I started working on different topics shortly after sending my last message so I didn’t make much progress yet.
Now, however, I am back on a project which involves generative models and inference so I expect I’ll have more time to be working on this.
I created scilua before, so I can capitalize on that and start with statistical distributions, followed by HMC (basic and NUTS) and then variational methods.
Before proceeding there are a few preliminary points I’d like to discuss:
What is the plan for stochastic graphs?
For unbiased gradients, pathwise-type estimators come for free.
Other than that, my understanding is that the currently supported approach is via reinforce()
.
I also found stochastic.py where the score-type estimators are implemented for some distributions.
However, both of these are “local” approaches, and it doesn’t seems to me that the current framework would allow for the automatic implementation of unbiased gradient estimators for more complex cases, say example 2 in section 2.3 of stochastic computation graphs, without modifications.
Classes for statistical distributions?
Assuming that there is a plan to fully support stochastic graphs in the future it would make sense to implement distributions as classes instead of separate methods (Normal().log_pdf()
vs normal_log_pdf()
).

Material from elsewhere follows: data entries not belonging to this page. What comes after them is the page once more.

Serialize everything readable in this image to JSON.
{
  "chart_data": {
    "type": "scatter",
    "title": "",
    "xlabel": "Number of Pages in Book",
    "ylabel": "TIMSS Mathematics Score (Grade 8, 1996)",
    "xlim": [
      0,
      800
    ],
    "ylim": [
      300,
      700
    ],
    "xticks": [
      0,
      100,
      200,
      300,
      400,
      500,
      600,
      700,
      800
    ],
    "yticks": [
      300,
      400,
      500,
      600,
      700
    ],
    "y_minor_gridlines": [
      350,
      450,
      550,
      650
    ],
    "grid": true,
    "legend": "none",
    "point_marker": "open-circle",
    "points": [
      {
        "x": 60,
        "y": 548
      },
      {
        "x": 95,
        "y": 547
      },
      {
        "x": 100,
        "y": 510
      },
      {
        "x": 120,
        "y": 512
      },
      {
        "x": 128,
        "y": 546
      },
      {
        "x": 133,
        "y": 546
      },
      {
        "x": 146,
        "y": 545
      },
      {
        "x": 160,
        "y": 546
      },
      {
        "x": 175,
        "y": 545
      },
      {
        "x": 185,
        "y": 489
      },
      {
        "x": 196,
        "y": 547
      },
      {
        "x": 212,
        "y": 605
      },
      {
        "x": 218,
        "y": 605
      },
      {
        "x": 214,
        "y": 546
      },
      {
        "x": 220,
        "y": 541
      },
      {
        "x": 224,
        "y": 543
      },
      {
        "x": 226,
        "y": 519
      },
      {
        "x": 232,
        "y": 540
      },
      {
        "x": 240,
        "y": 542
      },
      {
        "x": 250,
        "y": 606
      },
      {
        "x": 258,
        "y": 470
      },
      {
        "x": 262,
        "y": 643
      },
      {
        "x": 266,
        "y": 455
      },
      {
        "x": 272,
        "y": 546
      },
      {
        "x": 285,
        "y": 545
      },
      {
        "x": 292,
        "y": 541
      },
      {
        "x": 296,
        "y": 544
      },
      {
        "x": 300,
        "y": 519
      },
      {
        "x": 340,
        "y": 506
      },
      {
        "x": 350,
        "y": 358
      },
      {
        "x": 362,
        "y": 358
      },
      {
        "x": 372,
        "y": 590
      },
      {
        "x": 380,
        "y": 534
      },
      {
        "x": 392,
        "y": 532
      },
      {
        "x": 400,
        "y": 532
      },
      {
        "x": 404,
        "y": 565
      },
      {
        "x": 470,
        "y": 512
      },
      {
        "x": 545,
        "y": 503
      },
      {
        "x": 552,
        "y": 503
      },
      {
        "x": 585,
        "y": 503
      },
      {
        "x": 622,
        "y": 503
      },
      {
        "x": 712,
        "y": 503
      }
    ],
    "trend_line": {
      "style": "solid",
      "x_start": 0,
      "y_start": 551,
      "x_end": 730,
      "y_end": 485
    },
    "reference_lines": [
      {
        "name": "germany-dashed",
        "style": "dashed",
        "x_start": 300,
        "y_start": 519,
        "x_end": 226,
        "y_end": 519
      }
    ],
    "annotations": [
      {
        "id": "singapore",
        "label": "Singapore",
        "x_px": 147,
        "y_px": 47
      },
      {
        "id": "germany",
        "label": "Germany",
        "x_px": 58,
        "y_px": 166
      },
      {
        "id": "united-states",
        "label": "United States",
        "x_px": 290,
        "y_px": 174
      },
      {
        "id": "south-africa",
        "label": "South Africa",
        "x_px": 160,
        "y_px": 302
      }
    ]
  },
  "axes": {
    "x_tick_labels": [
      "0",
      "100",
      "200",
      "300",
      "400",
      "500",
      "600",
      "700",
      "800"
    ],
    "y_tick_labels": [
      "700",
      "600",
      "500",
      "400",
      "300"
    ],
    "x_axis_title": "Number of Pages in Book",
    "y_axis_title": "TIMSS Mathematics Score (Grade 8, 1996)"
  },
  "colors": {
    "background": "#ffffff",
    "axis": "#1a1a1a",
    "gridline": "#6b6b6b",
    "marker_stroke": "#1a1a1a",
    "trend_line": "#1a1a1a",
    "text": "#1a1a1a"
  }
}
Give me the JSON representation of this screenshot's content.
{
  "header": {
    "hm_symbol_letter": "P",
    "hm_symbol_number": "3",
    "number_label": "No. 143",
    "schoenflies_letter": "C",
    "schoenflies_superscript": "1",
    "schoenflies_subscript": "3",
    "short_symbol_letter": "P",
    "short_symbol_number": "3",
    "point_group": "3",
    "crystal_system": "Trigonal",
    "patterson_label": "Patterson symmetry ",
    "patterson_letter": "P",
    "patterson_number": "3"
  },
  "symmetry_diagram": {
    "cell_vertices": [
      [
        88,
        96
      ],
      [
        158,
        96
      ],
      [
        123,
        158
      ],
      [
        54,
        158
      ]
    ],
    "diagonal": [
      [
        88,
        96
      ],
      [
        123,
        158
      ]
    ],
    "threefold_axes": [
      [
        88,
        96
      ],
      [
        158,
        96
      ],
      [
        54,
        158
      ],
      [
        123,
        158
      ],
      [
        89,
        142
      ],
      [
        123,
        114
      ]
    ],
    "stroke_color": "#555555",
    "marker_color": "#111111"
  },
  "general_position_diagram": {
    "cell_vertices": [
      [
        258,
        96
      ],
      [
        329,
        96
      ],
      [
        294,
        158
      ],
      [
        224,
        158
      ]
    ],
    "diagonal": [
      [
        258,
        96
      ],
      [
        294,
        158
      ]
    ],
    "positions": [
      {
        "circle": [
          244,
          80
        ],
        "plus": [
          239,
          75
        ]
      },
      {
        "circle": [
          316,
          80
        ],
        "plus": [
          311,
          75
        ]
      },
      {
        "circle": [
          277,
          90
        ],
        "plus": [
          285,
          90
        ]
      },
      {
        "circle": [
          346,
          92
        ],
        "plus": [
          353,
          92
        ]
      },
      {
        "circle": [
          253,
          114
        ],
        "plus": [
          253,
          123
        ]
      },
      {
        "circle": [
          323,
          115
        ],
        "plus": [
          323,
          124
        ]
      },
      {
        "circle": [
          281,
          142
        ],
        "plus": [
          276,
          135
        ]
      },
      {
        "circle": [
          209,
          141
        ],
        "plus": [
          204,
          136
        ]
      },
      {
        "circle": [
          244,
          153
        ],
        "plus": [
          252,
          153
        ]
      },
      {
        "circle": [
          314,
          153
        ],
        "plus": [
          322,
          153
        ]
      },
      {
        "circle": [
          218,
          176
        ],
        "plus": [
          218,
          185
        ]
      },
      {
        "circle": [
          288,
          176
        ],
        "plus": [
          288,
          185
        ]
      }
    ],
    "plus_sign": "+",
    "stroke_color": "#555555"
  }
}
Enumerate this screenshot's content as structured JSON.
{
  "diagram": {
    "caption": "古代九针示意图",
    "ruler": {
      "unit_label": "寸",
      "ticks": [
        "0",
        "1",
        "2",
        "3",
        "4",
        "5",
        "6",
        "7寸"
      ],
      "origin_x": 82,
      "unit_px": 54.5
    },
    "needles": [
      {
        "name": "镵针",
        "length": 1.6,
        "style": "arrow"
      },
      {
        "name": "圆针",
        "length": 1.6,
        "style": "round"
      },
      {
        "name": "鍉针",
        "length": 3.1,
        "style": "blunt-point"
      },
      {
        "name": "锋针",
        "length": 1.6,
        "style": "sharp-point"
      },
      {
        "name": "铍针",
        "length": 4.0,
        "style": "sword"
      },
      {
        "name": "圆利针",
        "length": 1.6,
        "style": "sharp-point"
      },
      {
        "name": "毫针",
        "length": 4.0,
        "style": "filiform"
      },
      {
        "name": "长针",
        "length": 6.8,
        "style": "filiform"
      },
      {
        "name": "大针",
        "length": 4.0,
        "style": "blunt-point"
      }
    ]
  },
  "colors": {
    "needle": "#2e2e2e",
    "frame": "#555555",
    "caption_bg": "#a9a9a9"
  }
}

Parameters would be passed to the constructor instead of passing them to every member function call.
Separate gradient estimators?
I would keep the logic related to gradient computations separated, via an option passed to the constructor or a wrapping class (Normal(gradient_estimator=PathwiseEstimator())
or PathwiseEstimator(Normal())
) to retain flexibility as there are many different ways to produce such estimators.
This can introduce some issues as tensors are not currently promoted to autograd variables but I assume this will be done in the future.
A cuda
named argument would be passed to the constructor of statistical classes to specify that operations like random number generation are done on the GPU (which).
Assumptions on data shapes?
It might be beneficial to assume [batch, random_variable.size()]
dimensions: the first dimension has an iid samples meaning that gets averaged over log-likelyhood computations, and it gives space to generate multiple samples.
Basically I’m looking for the PyTorch’s core team comments / design suggestions to the points I mentioned above, and on the ones I failed to consider!